● **SUPPLIED ENTRIES**:
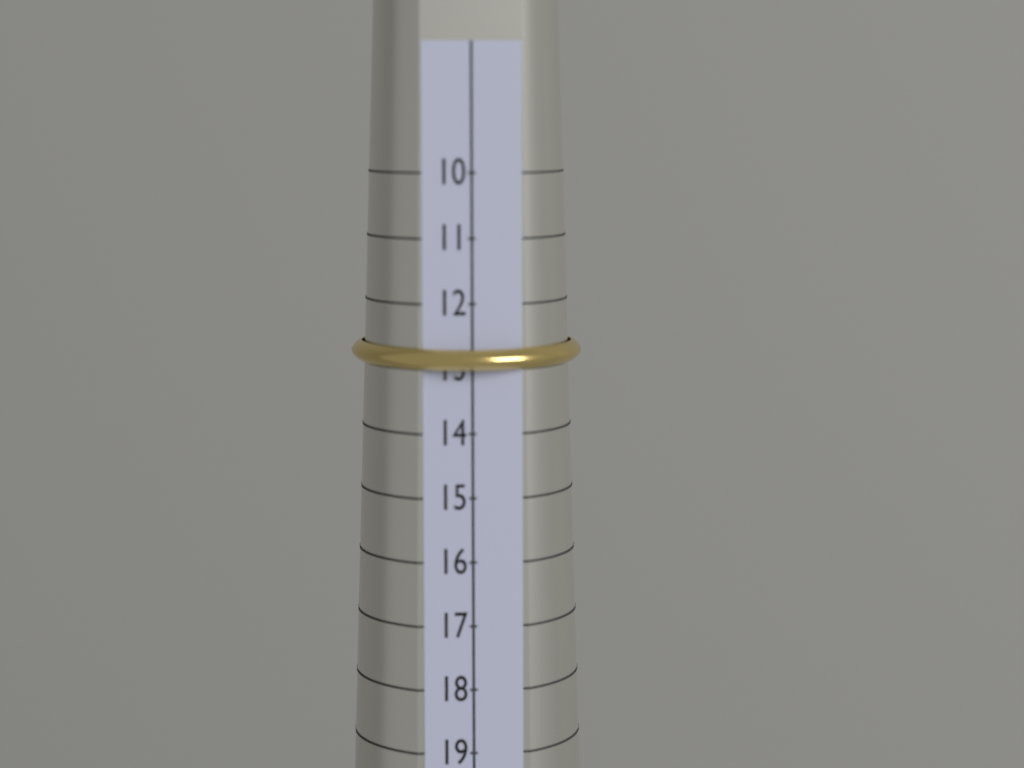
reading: 13 (no unit)
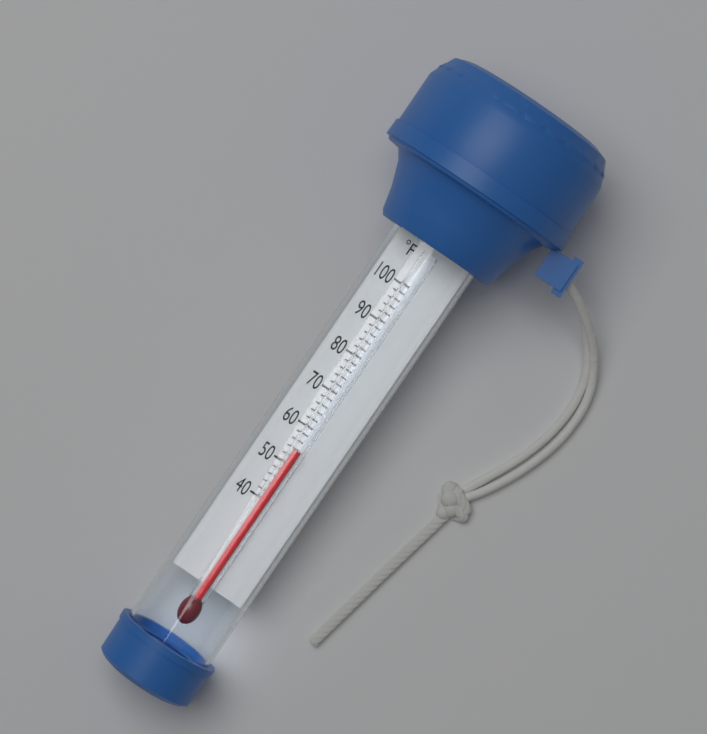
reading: 54 °F
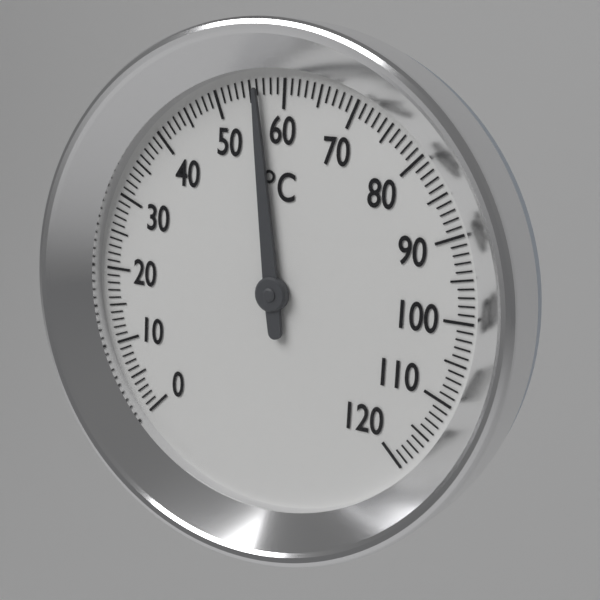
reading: 56 °C
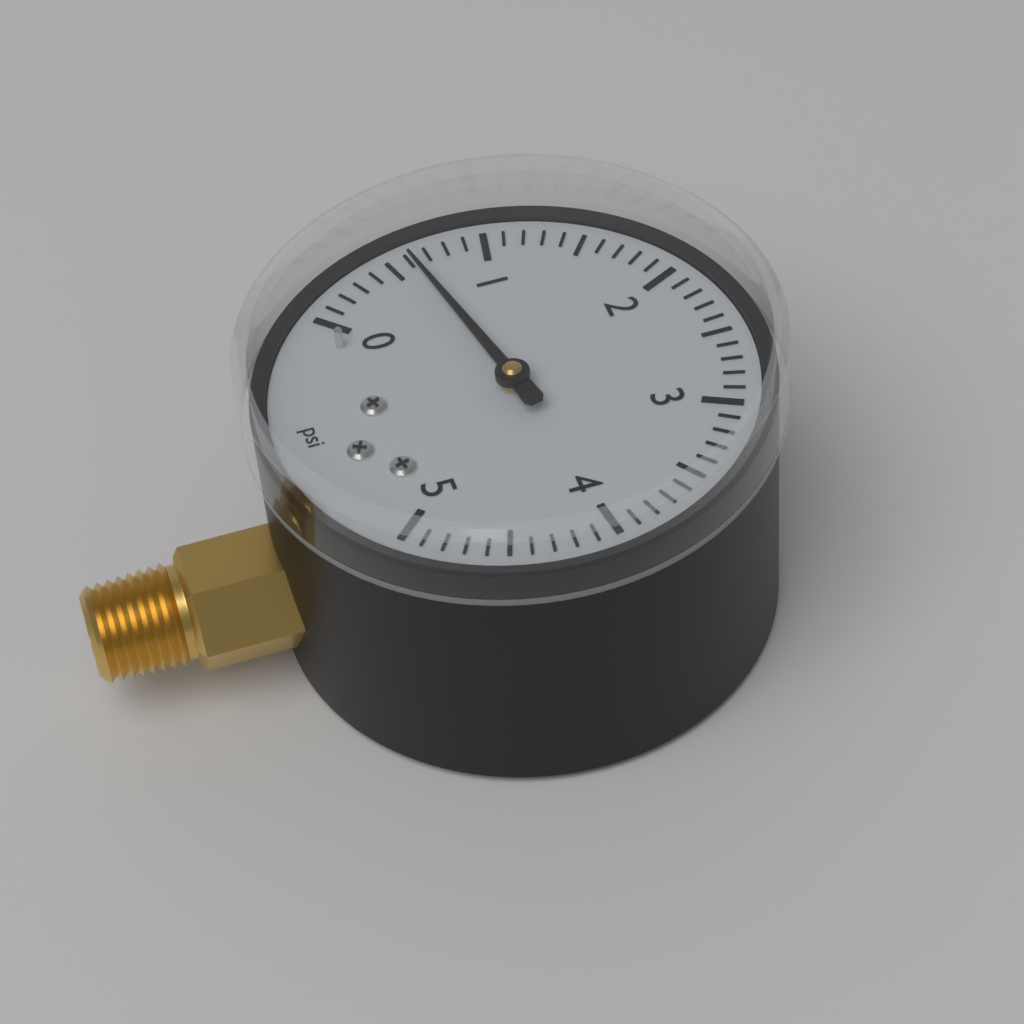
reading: 0.6 psi
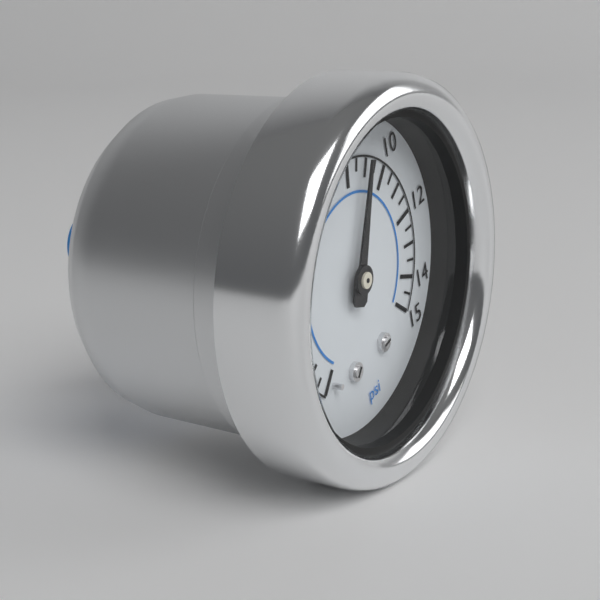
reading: 9.0 psi
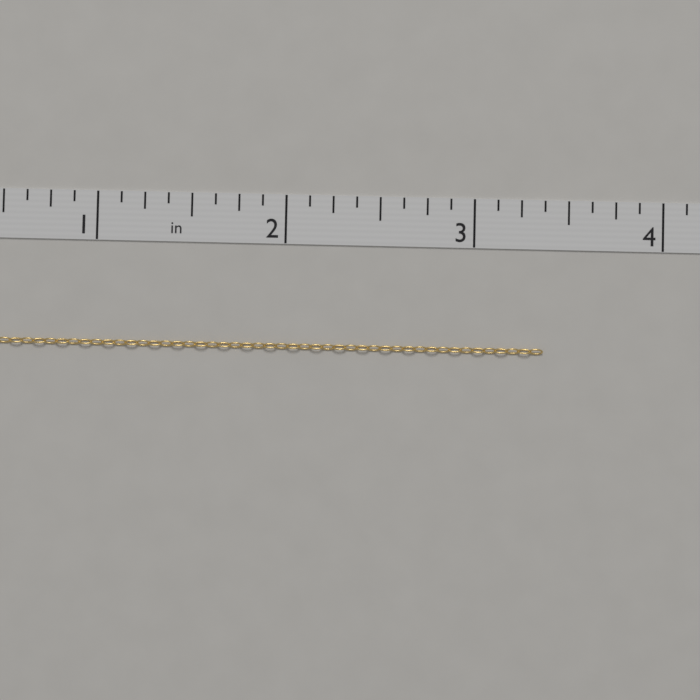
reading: 3.375 in
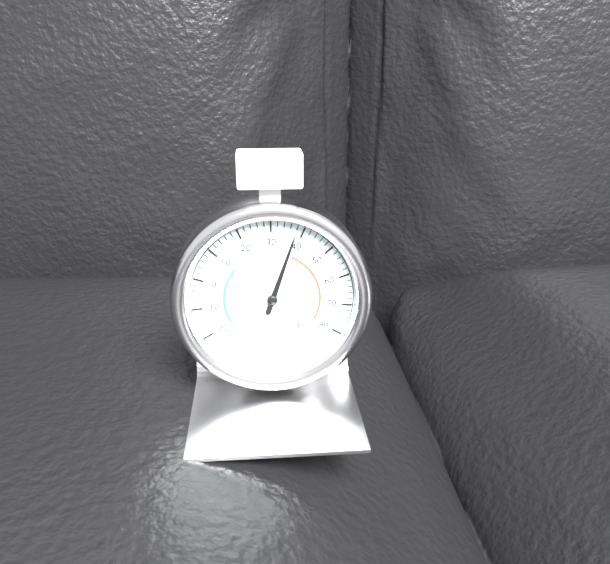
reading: 38 °F
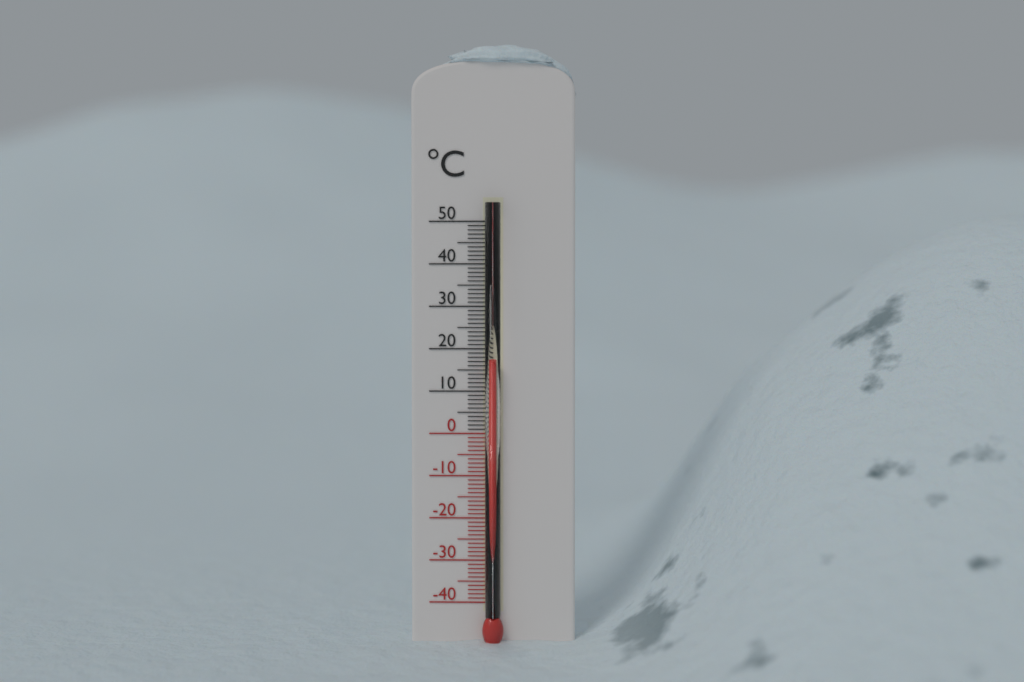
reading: 17 °C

● **WORK TASK**: Make an exact copy of the listing above. Do not include the pictures.

● **RESULT FOR THIS TASK**:
reading: 13 (no unit)
reading: 54 °F
reading: 56 °C
reading: 0.6 psi
reading: 9.0 psi
reading: 3.375 in
reading: 38 °F
reading: 17 °C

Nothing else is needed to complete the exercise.